Stefy Bau got her first dirt bike when she was 4, an Italjet with a 50-cubic-centimeter engine. She was a quick study. “It was at the age of 6 that I started racing,” said Ms. Bau, who is 45 and lived in Turate, Italy, but now calls the open road home as a digital nomad.
Tanya Muzinda got her first motocross bike when she was 5, a Yamaha PW50, a cousin to Ms. Bau’s Italjet. One day a year earlier, her father picked her up from kindergarten on a motorcycle, and “that’s when I first had a taste of revving the bike,” said Ms. Muzinda, a 17-year-old high school junior from Zimbabwe.

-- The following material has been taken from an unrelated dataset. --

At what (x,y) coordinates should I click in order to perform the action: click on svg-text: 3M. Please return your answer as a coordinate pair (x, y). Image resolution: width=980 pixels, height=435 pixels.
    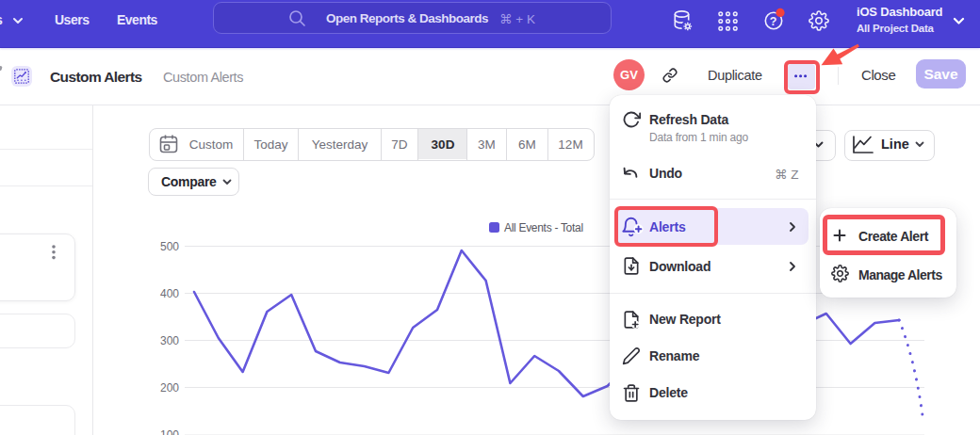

In 1982, Ms. Bau’s father, a butcher shop owner in Saronno, Italy, bought a two-stroke KTM 350 enduro bike and rode trails on the weekends. Soon after, motocross — dirt-bike racing on challenging terrain — became a family favorite, with motocross magazines strewn about the house.
“I got an education about the sport even before learning how to read and write,” Ms. Bau said. “I was identifying the names of colors with the names of the motorcycles.” Each brand had its own color: Honda was red, KTM was orange and Yamaha was blue. “For me, colors were KTM, Honda and Yamaha.”